FACET, European project to improve the quality of life of frail and pre-frail adults and elderly
After three years of work GMV has presented in a Madrid workshop the new features of its inhouse antari HomeCare platform for clinical management of the elderly and pre-frail.
Javier Téllez, GMV’s Smart Health specialist, ran through these new features that have now been phased into the latest version, developed under the European research and innovation project FACET (FrAilty Care and wEll funcTion): “personalized interventions and therapy plans (nutritional algorithms, medication, physical exercise plans) for all-round, coordinated, ongoing care involving all stakeholders (physicians and patients)”.
GMV has likewise developed the necessary technology to safeguard privacy of research data, in due compliance with Europe’s General Data Protection Regulation (GDPR) and the corresponding legislation of each participating country. Particularly worthy of note here is that FACET “is one of the few Randomized Clinical Trials (RCT) on frailty at national and international levels”.
In the words of Marco Pugliese, CLC Director of EIT Health Spain, FACET is “one of the most interesting projects in EIT Health’s innovation portfolio. Speaking as the Spanish node of EIT Health, we take great pride in this project’s success, for several reasons: firstly, because many of the project stakeholders are EIT Health Spain members; secondly, and crucially, because this project responds to specific healthcare needs and inputs groundbreaking frailty solutions, sorely needed as the population grows older”.
Data, sensors and alerts
The platform developed by GMV processes data and gives information on the patient’s state, not only physiological but also behavioral, nutritional, functional and cognitive. This then allows the clinician to keep up ongoing monitoring constantly brought into line with the findings at each moment. The data is obtained with sensors that allow healthcare specialists to keep track of the patients’ state without these patients leaving their homes.
Téllez takes up the story: “a system of alerts has been set up combining parameters of all types, both quantitative and qualitative; to tell the monitoring professional when something is not right so that he or she can take the appropriate remedial action as soon as possible”. For example, a biomarkers panel keeps up precise and objective monitoring of changes in the diet patterns implying risk of frailty.
The research using antari HomeCare has centered on two groups of patients. The first of them is being monitored by the Madrid Health Service (Servicio Madrileño de Salud) in the Hospital of Getafe; this involves a clinical trial due to run until mid-2019. The second group is made up by patients in Aberystwyth (Wales), who are participating in a pilot scheme to prove the platform’s efficacy in community medicine, “in the context of a widely scattered population with no easy access to medical services”, as the GMV specialist points out.

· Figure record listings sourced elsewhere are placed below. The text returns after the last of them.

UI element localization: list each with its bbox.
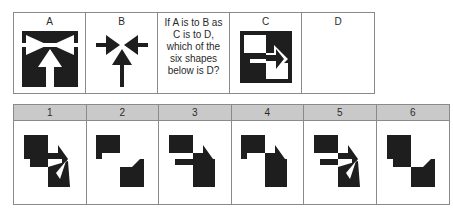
option-2-shape [96,135,148,187]
three-arrows-inward-icon [94,31,150,87]
cell-c-label: C [230,16,301,27]
option-1[interactable]: 1 [14,105,87,204]
option-3[interactable]: 3 [159,105,232,204]
option-6-label: 6 [377,105,450,121]
cell-c: C [230,13,302,93]
options-row: 1 2 3 4 [13,104,450,205]
cell-d: D [302,13,374,93]
option-2[interactable]: 2 [87,105,160,204]
cell-a-label: A [14,16,85,27]
option-1-label: 1 [14,105,86,121]
boxed-three-arrows-inward-icon [22,31,78,87]
cell-b-label: B [86,16,157,27]
option-4-label: 4 [232,105,304,121]
option-1-shape [24,135,76,187]
option-4[interactable]: 4 [232,105,305,204]
option-6-shape [387,135,439,187]
option-5-shape [314,135,366,187]
cell-a: A [14,13,86,93]
cell-b: B [86,13,158,93]
option-5-label: 5 [304,105,376,121]
option-6[interactable]: 6 [377,105,450,204]
option-3-label: 3 [159,105,231,121]
question-text: If A is to B as C is to D, which of the … [160,17,227,77]
option-3-shape [169,135,221,187]
analogy-row: A B If A is to B as C is to D, which of … [13,12,375,94]
cell-d-label: D [302,16,374,27]
option-2-label: 2 [87,105,159,121]
question-cell: If A is to B as C is to D, which of the … [158,13,230,93]
boxed-checker-arrow-icon [240,31,292,83]
option-4-shape [241,135,293,187]
option-5[interactable]: 5 [304,105,377,204]
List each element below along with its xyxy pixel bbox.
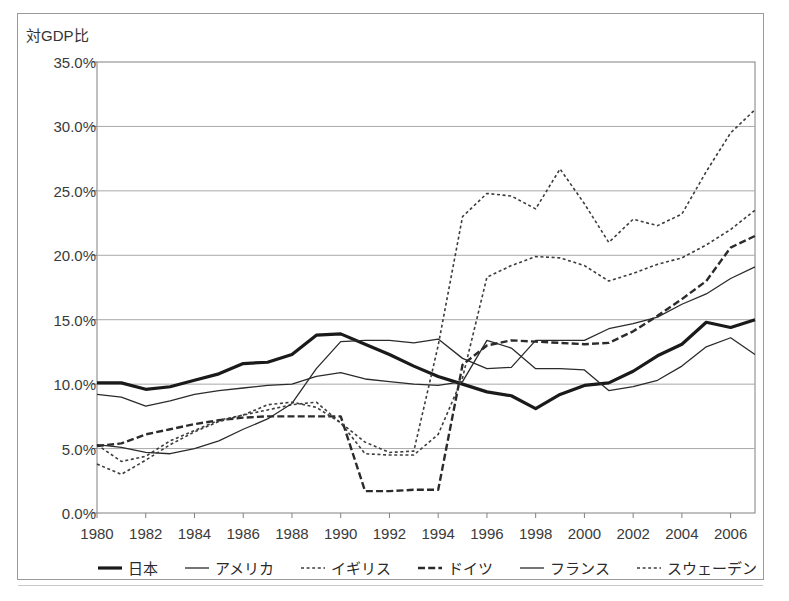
x-tick-label: 2000	[568, 525, 601, 542]
legend-label: ドイツ	[448, 561, 493, 576]
legend-item-イギリス[interactable]: イギリス	[300, 561, 391, 576]
x-tick-label: 1988	[275, 525, 308, 542]
legend-item-日本[interactable]: 日本	[97, 561, 158, 576]
x-tick-label: 1998	[519, 525, 552, 542]
legend-swatch-icon	[519, 563, 545, 573]
chart-legend: 日本アメリカイギリスドイツフランススウェーデン	[97, 553, 757, 583]
legend-item-スウェーデン[interactable]: スウェーデン	[636, 561, 757, 576]
legend-label: イギリス	[331, 561, 391, 576]
legend-divider	[18, 585, 763, 586]
x-tick-label: 2006	[714, 525, 747, 542]
x-tick-label: 1990	[324, 525, 357, 542]
legend-label: アメリカ	[215, 561, 274, 576]
legend-label: 日本	[128, 561, 158, 576]
legend-label: フランス	[550, 561, 610, 576]
x-tick-label: 1982	[129, 525, 162, 542]
x-tick-label: 1986	[227, 525, 260, 542]
legend-item-アメリカ[interactable]: アメリカ	[184, 561, 274, 576]
x-tick-label: 1984	[178, 525, 211, 542]
legend-item-フランス[interactable]: フランス	[519, 561, 610, 576]
legend-swatch-icon	[184, 563, 210, 573]
x-tick-label: 1994	[421, 525, 454, 542]
legend-swatch-icon	[300, 563, 326, 573]
x-tick-label: 2004	[665, 525, 698, 542]
legend-swatch-icon	[636, 563, 662, 573]
legend-swatch-icon	[417, 563, 443, 573]
legend-swatch-icon	[97, 563, 123, 573]
legend-label: スウェーデン	[667, 561, 757, 576]
x-tick-label: 1996	[470, 525, 503, 542]
legend-item-ドイツ[interactable]: ドイツ	[417, 561, 493, 576]
x-axis-ticks: 1980198219841986198819901992199419961998…	[0, 0, 789, 601]
x-tick-label: 2002	[616, 525, 649, 542]
x-tick-label: 1992	[373, 525, 406, 542]
x-tick-label: 1980	[80, 525, 113, 542]
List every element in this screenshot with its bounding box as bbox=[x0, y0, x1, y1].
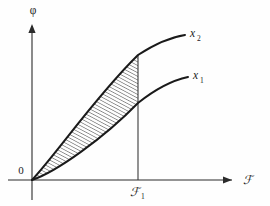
curve-label-x2: x 2 bbox=[189, 27, 201, 43]
x-axis bbox=[8, 176, 232, 183]
y-axis bbox=[28, 24, 35, 200]
diagram-canvas: φ ℱ 0 ℱ 1 x 2 x 1 bbox=[0, 0, 270, 206]
f1-tick-label-subscript: 1 bbox=[141, 192, 145, 201]
origin-label: 0 bbox=[18, 164, 24, 176]
y-axis-arrow-icon bbox=[28, 24, 35, 33]
y-axis-label-phi: φ bbox=[30, 4, 37, 17]
curve-label-x1-subscript: 1 bbox=[200, 76, 204, 85]
x-axis-label-script-f: ℱ bbox=[243, 173, 255, 187]
figure-container: φ ℱ 0 ℱ 1 x 2 x 1 bbox=[0, 0, 270, 206]
curve-label-x1-base: x bbox=[192, 69, 199, 81]
curve-label-x1: x 1 bbox=[192, 69, 204, 85]
curve-label-x2-subscript: 2 bbox=[197, 34, 201, 43]
f1-tick-label: ℱ 1 bbox=[130, 185, 145, 201]
x-axis-arrow-icon bbox=[223, 176, 232, 183]
curve-label-x2-base: x bbox=[189, 27, 196, 39]
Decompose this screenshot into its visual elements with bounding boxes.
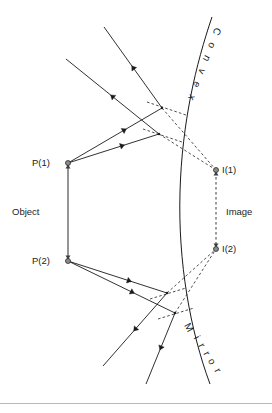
- reflection-point: [166, 292, 168, 294]
- mirror-letter-2: r: [196, 341, 208, 350]
- normal-lines-group: [143, 102, 194, 319]
- image-side-label: Image: [226, 206, 252, 217]
- virtual-rays-group: [159, 108, 216, 313]
- incident-ray-from-p1: [68, 134, 159, 163]
- ray-arrowheads-group: [109, 64, 164, 351]
- ray-diagram-figure: Convex Mirror P(1) P(2) I(1) I(2) Object…: [0, 0, 272, 413]
- ray-arrowhead: [126, 277, 132, 284]
- convex-letter-0: C: [211, 26, 224, 38]
- convex-letter-1: o: [206, 41, 219, 51]
- ray-arrowhead: [157, 345, 164, 351]
- ray-arrowhead: [129, 289, 135, 296]
- virtual-ray-to-i1: [159, 134, 216, 170]
- mirror-letter-3: r: [201, 349, 213, 358]
- ray-arrowhead: [121, 126, 128, 133]
- point-label-i1: I(1): [222, 164, 236, 175]
- point-marker-p2: [66, 259, 71, 264]
- point-marker-i1: [214, 168, 219, 173]
- virtual-ray-to-i2: [175, 249, 216, 313]
- incident-ray-from-p1: [68, 108, 162, 163]
- reflection-point: [158, 133, 160, 135]
- footer-divider: [0, 403, 272, 404]
- virtual-ray-to-i2: [167, 249, 216, 293]
- object-side-label: Object: [12, 206, 40, 217]
- labelled-points-group: [66, 161, 219, 264]
- point-marker-i2: [214, 247, 219, 252]
- convex-letter-2: n: [201, 54, 213, 64]
- mirror-curve-label: Mirror: [182, 321, 224, 375]
- point-label-p1: P(1): [32, 157, 50, 168]
- mirror-letter-4: o: [206, 356, 219, 366]
- optics-diagram-svg: Convex Mirror P(1) P(2) I(1) I(2) Object…: [0, 0, 272, 413]
- convex-letter-3: v: [196, 67, 208, 77]
- reflected-rays-group: [66, 27, 175, 384]
- mirror-letter-1: i: [192, 334, 203, 341]
- ray-arrowhead: [129, 64, 136, 71]
- incident-ray-from-p2: [68, 261, 167, 293]
- mirror-normal-line: [143, 129, 182, 142]
- point-marker-p1: [66, 161, 71, 166]
- virtual-ray-to-i1: [162, 108, 216, 170]
- reflection-point: [174, 312, 176, 314]
- reflection-point: [161, 107, 163, 109]
- incident-ray-from-p2: [68, 261, 175, 313]
- incident-rays-group: [68, 108, 175, 313]
- point-label-p2: P(2): [32, 255, 50, 266]
- ray-arrowhead: [120, 142, 126, 149]
- convex-letter-5: x: [186, 93, 198, 103]
- mirror-letter-5: r: [212, 366, 224, 375]
- reflection-points-group: [158, 107, 176, 314]
- point-label-i2: I(2): [222, 243, 236, 254]
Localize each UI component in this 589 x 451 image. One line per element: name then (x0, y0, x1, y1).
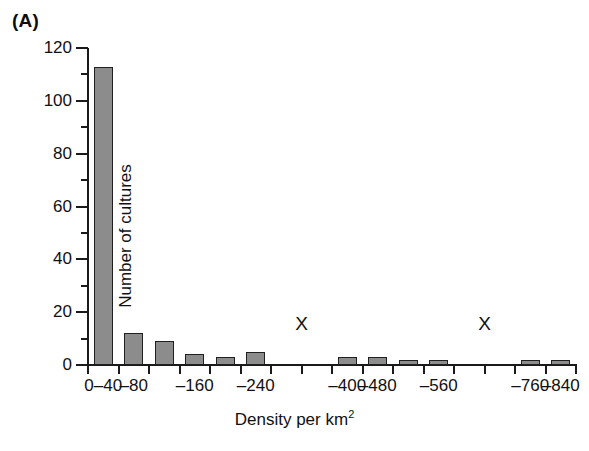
x-axis-tick-label: 0–40 (84, 376, 122, 396)
y-axis-tick-label: 0 (12, 355, 72, 375)
y-axis-tick-label: 40 (12, 249, 72, 269)
bar (124, 333, 143, 365)
bar (246, 352, 265, 365)
bar (185, 354, 204, 365)
y-axis-tick-label: 20 (12, 302, 72, 322)
x-axis-tick (148, 365, 150, 374)
x-axis-tick-label: –480 (359, 376, 397, 396)
x-axis-tick (331, 365, 333, 374)
bar (399, 360, 418, 365)
x-axis-tick-label: –560 (420, 376, 458, 396)
x-axis-tick-label: –160 (176, 376, 214, 396)
bar (429, 360, 448, 365)
x-axis-tick (575, 365, 577, 374)
x-axis-tick (423, 365, 425, 374)
x-axis-tick-label: –240 (237, 376, 275, 396)
x-axis-tick (270, 365, 272, 374)
y-axis-tick-major (76, 206, 88, 208)
bar (216, 357, 235, 365)
figure-panel-a: (A) 020406080100120 Number of cultures X… (0, 0, 589, 451)
bar (551, 360, 570, 365)
y-axis-tick-minor (81, 285, 88, 287)
y-axis-tick-major (76, 311, 88, 313)
y-axis-tick-minor (81, 73, 88, 75)
y-axis-tick-label: 100 (12, 91, 72, 111)
x-axis-title-superscript: 2 (348, 408, 354, 420)
y-axis-tick-label: 80 (12, 144, 72, 164)
y-axis-tick-minor (81, 126, 88, 128)
y-axis-tick-minor (81, 179, 88, 181)
y-axis-tick-major (76, 47, 88, 49)
y-axis-tick-minor (81, 338, 88, 340)
x-axis-tick-label: –80 (120, 376, 148, 396)
bar (155, 341, 174, 365)
x-axis-tick (514, 365, 516, 374)
x-axis-tick (87, 365, 89, 374)
x-axis-title: Density per km2 (0, 408, 589, 430)
bar (521, 360, 540, 365)
y-axis-tick-major (76, 153, 88, 155)
y-axis-tick-major (76, 258, 88, 260)
x-axis-tick (484, 365, 486, 374)
x-axis-tick (118, 365, 120, 374)
y-axis-title: Number of cultures (116, 126, 136, 346)
x-axis-tick (362, 365, 364, 374)
x-axis-tick (301, 365, 303, 374)
x-axis-title-text: Density per km (235, 410, 348, 429)
x-axis-tick-label: –840 (542, 376, 580, 396)
y-axis-tick-minor (81, 232, 88, 234)
plot-area: Number of cultures XX (88, 48, 576, 365)
x-axis-tick (179, 365, 181, 374)
bar (94, 67, 113, 366)
bar (368, 357, 387, 365)
bar (338, 357, 357, 365)
y-axis-tick-major (76, 100, 88, 102)
x-axis-tick (240, 365, 242, 374)
x-axis-tick (392, 365, 394, 374)
x-axis-tick (545, 365, 547, 374)
y-axis-tick-label: 120 (12, 38, 72, 58)
gap-marker-x: X (478, 313, 491, 335)
x-axis-tick (453, 365, 455, 374)
x-axis-tick (209, 365, 211, 374)
x-axis-tick-labels: 0–40–80–160–240–400–480–560–760–840 (0, 376, 589, 402)
gap-marker-x: X (295, 313, 308, 335)
y-axis-tick-label: 60 (12, 197, 72, 217)
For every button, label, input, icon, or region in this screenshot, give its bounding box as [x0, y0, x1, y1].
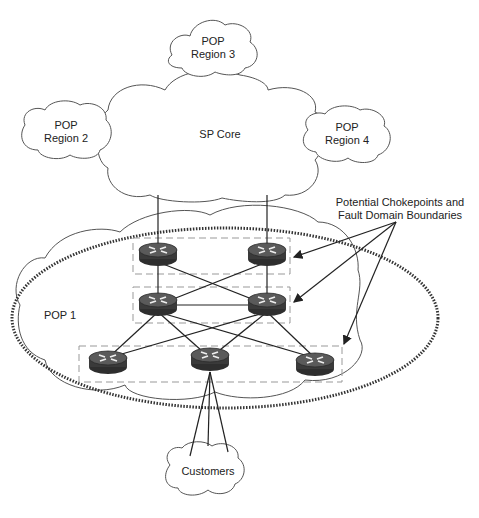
- pop-region-2-line2: Region 2: [41, 132, 91, 145]
- pop-1-label: POP 1: [40, 309, 80, 322]
- chokepoints-annotation: Potential Chokepoints and Fault Domain B…: [330, 196, 470, 222]
- annotation-line1: Potential Chokepoints and: [330, 196, 470, 209]
- pop-region-2-label: POP Region 2: [41, 119, 91, 145]
- pop-region-3-label: POP Region 3: [188, 35, 238, 61]
- router-icon-access-right: [296, 353, 334, 376]
- router-icon-core-right: [248, 243, 286, 266]
- network-diagram: [0, 0, 479, 518]
- sp-core-label: SP Core: [190, 128, 250, 141]
- router-icon-core-left: [139, 243, 177, 266]
- annotation-arrows: [294, 222, 396, 344]
- pop-region-4-line1: POP: [322, 121, 372, 134]
- pop-region-2-line1: POP: [41, 119, 91, 132]
- router-icon-dist-right: [248, 293, 286, 316]
- pop-region-4-label: POP Region 4: [322, 121, 372, 147]
- customers-label: Customers: [178, 465, 238, 478]
- pop-region-3-line1: POP: [188, 35, 238, 48]
- router-icon-dist-left: [139, 293, 177, 316]
- annotation-line2: Fault Domain Boundaries: [330, 209, 470, 222]
- router-icon-access-left: [89, 351, 127, 374]
- pop-region-3-line2: Region 3: [188, 48, 238, 61]
- router-icon-access-center: [191, 348, 229, 371]
- pop-region-4-line2: Region 4: [322, 134, 372, 147]
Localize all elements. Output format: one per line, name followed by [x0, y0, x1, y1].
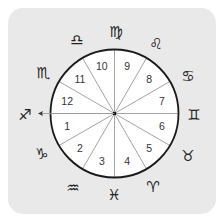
scorpio-icon: ♏︎	[36, 64, 50, 82]
capricorn-icon: ♑︎	[35, 145, 48, 163]
house-number-12: 12	[61, 95, 73, 107]
house-number-4: 4	[124, 155, 130, 167]
house-number-2: 2	[77, 142, 83, 154]
zodiac-wheel-diagram: 123456789101112 ♐︎♑︎♒︎♓︎♈︎♉︎♊︎♋︎♌︎♍︎♎︎♏︎	[0, 0, 223, 221]
cancer-icon: ♋︎	[181, 67, 194, 85]
pisces-icon: ♓︎	[107, 186, 120, 204]
gemini-icon: ♊︎	[187, 106, 200, 124]
house-number-1: 1	[64, 120, 70, 132]
house-number-5: 5	[146, 142, 152, 154]
house-number-6: 6	[159, 120, 165, 132]
virgo-icon: ♍︎	[109, 23, 122, 41]
house-number-7: 7	[159, 95, 165, 107]
leo-icon: ♌︎	[149, 35, 162, 53]
house-number-9: 9	[124, 60, 130, 72]
house-number-3: 3	[99, 155, 105, 167]
house-number-10: 10	[96, 60, 108, 72]
aries-icon: ♈︎	[146, 178, 159, 196]
house-number-8: 8	[146, 73, 152, 85]
aquarius-icon: ♒︎	[66, 179, 79, 197]
sagittarius-icon: ♐︎	[18, 106, 31, 124]
house-number-11: 11	[74, 73, 85, 85]
taurus-icon: ♉︎	[181, 147, 194, 165]
libra-icon: ♎︎	[70, 31, 83, 49]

Communication and education
The antari HomeCare platform keeps physicians and patients closely connected. This is conducive to early detection of risk situations and identification of groups among the working population that are likely to suffer from frailty in the near future. Furthermore, FACET has also brokered frailty awareness-raising activities among professionals and the public. These involve online frailty-recognition courses, training and instruction sessions and frailty workshops, among other initiatives.
GMV has worked closely with organizations like Abbott, the Universidad Politécnica de Madrid, the Servicio Madrileño de Salud, Atos, the National Institute of Health and Medical Research (Instituto Nacional de Salud e Investigación Médica: INSERM); Aberystwyth University and PREMAP in the FACET project, which sets out to improve the quality of life of 13.05 million persons.